JEFFREY BERNARD IS UNWELL
by Keith Waterhouse
Adapted and directed by James Hillier
The Coach And Horses, London – until 21 November 2023
https://jeffreyplay.com/ticket-booking
Immersive theatre gets a boozy kick in this adaptation of the 1989 Keith Waterhouse smash hit, celebrating Soho’s favourite dissolute son Jeffrey Bernard, based on his weekly columns chronicling the drinking, gambling, and other nefarious activities of central London’s most notorious quarter. First seen in 2019, James Hillier’s version shaves the original play down to a one hour monologue with bits of audience participation and, in a stroke of genius, is performed in the very pub, the Coach and Horses in Greek Street, where the real Bernard (1932-1997) hung out. That authenticity is key to its success, with the audience standing or sitting all around the unflatteringly lit, slightly rundown saloon bar as Robert Bathurst’s Jeffrey regales us with alcohol-infused philosophies and tales of his sundry misdemeanours.
Even more than Peter O’Toole who famously originated the stage role, Bathurst genuinely resembles Bernard, with his craggy, handsome face, floppy blonde-grey halr and lumbering but never graceless gait. He has perfected the slightly dead-eyed stare of the perennially drunk, and the rapid energy changes from languid to almost manic that can occur in the blink of a bloodshot eye. This Jeffrey Bernard seems to be at the point where joie de vivre has curdled into hopelessness, and, while he’s exasperating, he is, crucially, never malicious. If there are times when his speaking of the lines sounds a little like somebody rattling off a list, a quick Google search will reveal that this is pretty much how the real Jeffrey spoke, as though words are something to get through before the next slug of vodka.
Bathurst superbly captures the (often self-deprecating) wit, although the foggy, imprecise delivery sometimes obscures some of the laughs. Either that, or the concept of somebody drinking themselves to death (John Osborne famously referred to Bernard’s Spectator column as “a suicide note in weekly instalments”) just isn’t that amusing in 2023.

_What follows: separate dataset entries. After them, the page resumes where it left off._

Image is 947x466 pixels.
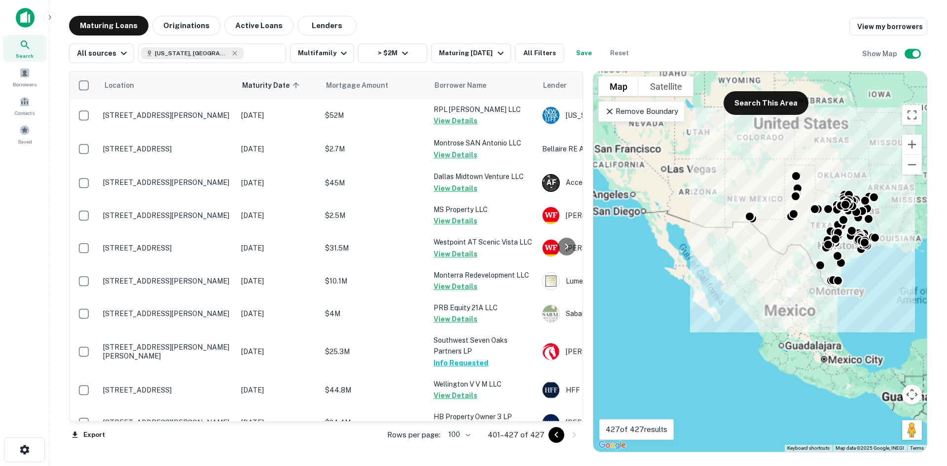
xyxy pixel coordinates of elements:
p: Wellington V V M LLC [434,379,532,390]
button: View Details [434,248,478,260]
p: [STREET_ADDRESS][PERSON_NAME] [103,178,231,187]
div: [PERSON_NAME] [542,343,690,361]
p: 401–427 of 427 [488,429,545,441]
p: Montrose SAN Antonio LLC [434,138,532,149]
button: Go to previous page [549,427,564,443]
span: Borrower Name [435,79,487,91]
p: [STREET_ADDRESS][PERSON_NAME] [103,309,231,318]
div: Maturing [DATE] [439,47,506,59]
p: $4M [325,308,424,319]
div: [PERSON_NAME] Fargo [542,239,690,257]
span: Saved [18,138,32,146]
span: Location [104,79,134,91]
p: [DATE] [241,243,315,254]
th: Location [98,72,236,99]
p: [DATE] [241,276,315,287]
button: Show street map [599,76,639,96]
button: Save your search to get updates of matches that match your search criteria. [568,43,600,63]
button: View Details [434,215,478,227]
button: Zoom out [903,155,922,175]
a: View my borrowers [850,18,928,36]
span: Contacts [15,109,35,117]
div: [US_STATE] Life Insurance Company [542,107,690,124]
a: Terms (opens in new tab) [910,446,924,451]
p: Rows per page: [387,429,441,441]
p: Southwest Seven Oaks Partners LP [434,335,532,357]
button: Reset [604,43,636,63]
p: $44.8M [325,385,424,396]
div: All sources [77,47,130,59]
div: [PERSON_NAME] Fargo [542,207,690,225]
button: Info Requested [434,357,489,369]
p: RPL [PERSON_NAME] LLC [434,104,532,115]
div: Sabal Investment Holdings [542,305,690,323]
th: Lender [537,72,695,99]
div: HFF [542,381,690,399]
button: Maturing [DATE] [431,43,511,63]
button: Multifamily [290,43,354,63]
button: Search This Area [724,91,809,115]
p: $25.3M [325,346,424,357]
p: [DATE] [241,178,315,188]
p: [DATE] [241,385,315,396]
p: [STREET_ADDRESS][PERSON_NAME] [103,111,231,120]
p: [STREET_ADDRESS][PERSON_NAME] [103,211,231,220]
p: Dallas Midtown Venture LLC [434,171,532,182]
p: $31.5M [325,243,424,254]
h6: Show Map [863,48,899,59]
a: Open this area in Google Maps (opens a new window) [596,439,629,452]
iframe: Chat Widget [898,387,947,435]
button: View Details [434,390,478,402]
p: [DATE] [241,144,315,154]
img: picture [543,240,560,257]
img: Google [596,439,629,452]
p: $24.4M [325,417,424,428]
button: Toggle fullscreen view [903,105,922,125]
button: View Details [434,313,478,325]
p: [DATE] [241,346,315,357]
p: [STREET_ADDRESS][PERSON_NAME][PERSON_NAME] [103,343,231,361]
p: Monterra Redevelopment LLC [434,270,532,281]
button: Export [69,428,108,443]
a: Search [3,35,46,62]
p: $2.7M [325,144,424,154]
a: Saved [3,121,46,148]
p: [DATE] [241,210,315,221]
button: Maturing Loans [69,16,149,36]
p: Remove Boundary [605,106,678,117]
button: All sources [69,43,134,63]
div: [PERSON_NAME] & Dunlop [542,414,690,432]
p: [STREET_ADDRESS][PERSON_NAME] [103,418,231,427]
p: HB Property Owner 3 LP [434,412,532,422]
button: Zoom in [903,135,922,154]
button: All Filters [515,43,564,63]
p: MS Property LLC [434,204,532,215]
img: picture [543,343,560,360]
button: Originations [152,16,221,36]
img: picture [543,414,560,431]
img: picture [543,107,560,124]
img: picture [543,207,560,224]
img: capitalize-icon.png [16,8,35,28]
p: A F [547,178,556,188]
a: Borrowers [3,64,46,90]
span: Mortgage Amount [326,79,401,91]
p: [STREET_ADDRESS][PERSON_NAME] [103,277,231,286]
p: PRB Equity 21A LLC [434,302,532,313]
img: picture [543,382,560,399]
th: Maturity Date [236,72,320,99]
span: Lender [543,79,567,91]
button: View Details [434,183,478,194]
p: $2.5M [325,210,424,221]
button: Show satellite imagery [639,76,694,96]
span: [US_STATE], [GEOGRAPHIC_DATA] [155,49,229,58]
button: Map camera controls [903,385,922,405]
div: Contacts [3,92,46,119]
p: Westpoint AT Scenic Vista LLC [434,237,532,248]
div: 100 [445,428,472,442]
button: Lenders [298,16,357,36]
p: $45M [325,178,424,188]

Just as the Coach And Horses pub itself seems stuck in the past, so the play feels like a throwback to a different era. The women in Bernard’s life are reduced here to a series of increasingly infuriated answerphone messages, and his casual indifference to them seems cruel until you realise that he’s indifferent about, well, almost everything. Removing all the other live actors and turning the play into what is essentially now a monologue makes it feel more than ever like a study in loneliness, however un-self pitying the central character. Still, this is a soured, ash-stained love letter to a Soho that’s now mostly lost to coffee shop chains, unaffordable apartments and other signs of urban gentrification.
Hillier’s staging consists mainly of having Bathurst circling the bar so that everybody can see him, and might benefit from more periods of stillness, although that could be difficult in such an idiosyncratic space. It undoubtedly nails the sense of seedy grandeur that attended Bernard and his ilk however, and has the unmistakable feeling of being a unique event. I saw the original production and, despite the magnificence of O’Toole, found it a bit overlong and self-indulgent; I actually preferred this one. It’s a celebration of, and lament for, a Soho that will never return, and one of its most unashamedly notorious denizens.